“Why have you forsaken me?”

At the Church of the Holy Sepulchre in Jerusalem, marking the spot where, according to an early tradition, Jesus was crucified.

Last year, when I did a seven-last-words Lenten sermon series, I struggled with Jesus’ “cry of dereliction” from Psalm 22: “My God, my God, why have you forsaken me?” What exactly did he mean by it? Had Jesus simply found some scripture that expressed what he was feeling? Was he who was without sin expressing solidarity with sinful humanity for whom he died? Was he quoting verse 1 but wanting his hearers to recall the entire psalm—which ends on a loud note of vindication and hope? Or had God indeed abandoned him—and what exactly would that look like, since God is triune? Would it be possible for God the Father to separate himself from God the Son in this way?

To me, these answers are not straightforward. But I’m with Adam Hamilton, who rejects at least one possible answer.

Some have explained Jesus’ words by suggesting that at that moment God placed upon him the sins of the world and then was forced to turn away because a holy God cannot look upon sin. I find this a wholly inadequate explanation—it takes too literal a view of Jesus bearing the sins of humanity on the cross. What exactly would God have placed on Jesus? What would it have looked like? More importantly, would the Father really have looked away from his Son at the moment of Jesus’ greatest saving act? This seems unthinkable. I believe it more likely that God never removed his gaze from Jesus during those hours on the cross. God the Father suffered with the Son.[†]

[†] Adam Hamilton, 24 Hours That Changed the World (Nashville: Abingdon, 2009), 108.

2 thoughts on ““Why have you forsaken me?””

  1. Well, I don’t claim to fully know the answer to this question myself (obviously). I do note, however, that “He who knew no sin became sin for us.” Also, “cursed is any man that hangs upon a tree.” I certainly don’t know what such a thing as taking on our sins would “look like” (as though anything so spiritual would need any “manifestation”). But we should recall the Old Testament example of the goat on whom the sins of the people were placed, and then the goat was sent “outside the camp” and abandoned. The ultimate reason we have to die is because we have sinned (“for the wages of sin is death”). So it is not obvious to me, at any rate, that there is no truth to saying Jesus “took on our sins.”

    Jesus did say that God had “abandoned him.” (David, though speaking truth as to himself also, was likely as well “prophesying” what Jesus would ultimately say–as much of the Old Testament “prefigures” Christ [as with the goat].) Of course, that can mean more than one thing–he could have been speaking, in his “human-ness,” that he FELT abandoned, based on what was happening to him. However, again, it is not obvious that there was not some “spiritual” abandonment, which would have certainly been much harder to bear, and which would have made the sacrifice he was making even more momentous and astounding.

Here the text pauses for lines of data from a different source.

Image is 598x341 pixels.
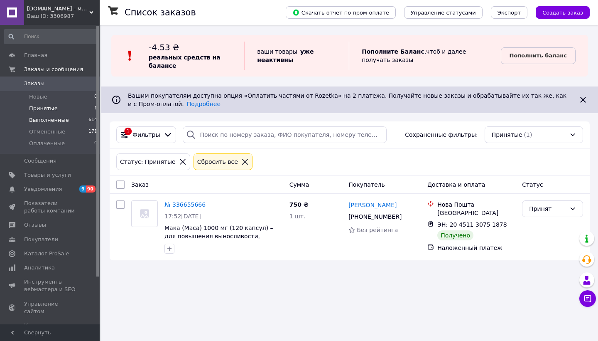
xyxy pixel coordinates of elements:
a: Фото товару [131,200,158,227]
a: Подробнее [187,101,221,107]
div: Принят [529,204,566,213]
span: (1) [524,131,533,138]
b: Пополнить баланс [510,52,567,59]
span: Скачать отчет по пром-оплате [293,9,389,16]
span: 171 [89,128,97,135]
a: Пополнить баланс [501,47,576,64]
span: Экспорт [498,10,521,16]
div: , чтоб и далее получать заказы [349,42,501,70]
span: -4.53 ₴ [149,42,180,52]
b: реальных средств на балансе [149,54,221,69]
div: Сбросить все [196,157,240,166]
span: Доставка и оплата [428,181,485,188]
span: Главная [24,52,47,59]
a: Создать заказ [528,9,590,15]
span: 90 [86,185,96,192]
span: Оплаченные [29,140,65,147]
a: [PERSON_NAME] [349,201,397,209]
div: ваши товары [244,42,349,70]
input: Поиск [4,29,98,44]
div: Нова Пошта [438,200,516,209]
span: Управление статусами [411,10,476,16]
span: Отмененные [29,128,65,135]
h1: Список заказов [125,7,196,17]
span: Без рейтинга [357,226,398,233]
b: Пополните Баланс [362,48,425,55]
span: 17:52[DATE] [165,213,201,219]
span: Сохраненные фильтры: [405,130,478,139]
span: EvaOpt.shop - материалы из EVA и ППЭ. Листы, маты, пазлы, рулоны. Быстрая доставка по Украине. [27,5,89,12]
span: Инструменты вебмастера и SEO [24,278,77,293]
span: Отзывы [24,221,46,229]
span: Выполненные [29,116,69,124]
span: Заказы и сообщения [24,66,83,73]
span: 1 шт. [290,213,306,219]
span: ЭН: 20 4511 3075 1878 [438,221,507,228]
span: Принятые [492,130,523,139]
span: Покупатель [349,181,385,188]
span: 0 [94,140,97,147]
img: :exclamation: [124,49,136,62]
span: 9 [79,185,86,192]
span: 1 [94,105,97,112]
div: Ваш ID: 3306987 [27,12,100,20]
a: Мака (Maca) 1000 мг (120 капсул) – для повышения выносливости, улучшения настроения и поддержки г... [165,224,279,256]
span: Принятые [29,105,58,112]
span: Управление сайтом [24,300,77,315]
span: Покупатели [24,236,58,243]
span: Показатели работы компании [24,199,77,214]
span: Сумма [290,181,310,188]
span: Фильтры [133,130,160,139]
div: Наложенный платеж [438,244,516,252]
button: Создать заказ [536,6,590,19]
span: Сообщения [24,157,57,165]
span: Статус [522,181,544,188]
span: 750 ₴ [290,201,309,208]
button: Управление статусами [404,6,483,19]
span: Заказ [131,181,149,188]
span: Уведомления [24,185,62,193]
button: Чат с покупателем [580,290,596,307]
span: 614 [89,116,97,124]
div: Статус: Принятые [118,157,177,166]
span: Товары и услуги [24,171,71,179]
div: [PHONE_NUMBER] [347,211,403,222]
div: Получено [438,230,474,240]
span: Каталог ProSale [24,250,69,257]
button: Экспорт [491,6,528,19]
span: Кошелек компании [24,322,77,337]
div: [GEOGRAPHIC_DATA] [438,209,516,217]
span: 0 [94,93,97,101]
button: Скачать отчет по пром-оплате [286,6,396,19]
span: Создать заказ [543,10,583,16]
span: Вашим покупателям доступна опция «Оплатить частями от Rozetka» на 2 платежа. Получайте новые зака... [128,92,567,107]
span: Аналитика [24,264,55,271]
a: № 336655666 [165,201,206,208]
span: Заказы [24,80,44,87]
span: Новые [29,93,47,101]
input: Поиск по номеру заказа, ФИО покупателя, номеру телефона, Email, номеру накладной [183,126,387,143]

    Can God momentarily “divide himself asunder”? Well, there are a whole lot of other “astounding” things which God can do that we can’t fathom, like “becoming a man,” and suffering the pangs of being a man, in the first instance. We don’t know what the “three-in-one” “looks like” in the first place. But if God the Father could “turn his back” on his Son at the moment of “taking on our sins,” that hardly suggests to me that God the Father did not “suffer” at that moment as well. I once read some respected Reformed theologian say that God the Father could not suffer because God is perfect. What a bunch of bunk! I think that if for any reason I was ever to have to tell one of my children that they had to leave home, it would hurt me, possibly even more than it would hurt them. I would be “imperfect” NOT to feel pain!

    So, perhaps it can be said that because Christ “became sin,” this separated Him from his Father–he had to “die.” Once the blood sacrifice had been made, however, there was no longer any room for wrath or punishment, and he rose victorious.

    Those are my thoughts.

    1. He certainly doesn’t mean to say that Jesus _didn’t_ take on the sins of the world—just that there might not have been a moment when the Father said, “Before you were my beloved Son; now you are nothing but pure sin to me, and I can have nothing to do with you.” (I don’t know. Ask him!)

      I agree with his main point, which is wondering how God could “look away” during this supreme act of love—which is when God in Christ bore the sins of the world? We can say that God the Father “abandoned” Jesus to the cross—for that’s how Jesus probably experienced it and at least that’s the way the world perceived it—without imagining that God the Father disconnected himself from his Son… or didn’t experience what his Son experienced. It’s not clear that that’s possible, theologically, but I don’t know. Honestly, I don’t know. I’m happy to be proven wrong, but the Bible doesn’t give us enough information.

      But I’m with you on the doctrine of God’s “impassability.” That means that God can’t suffer. It’s well within the boundaries of orthodox theology, but it’s not clear to me how it gibes with the Bible. What’s at stake in saying that God doesn’t suffer? Are we worried that suffering would somehow _change_ God’s character, such that he would no longer be the perfectly loving God that he is? I don’t think that one implies the other.

      But go to theology school sometime… You’ll see that these types of questions have preoccupied theologians for two millennia.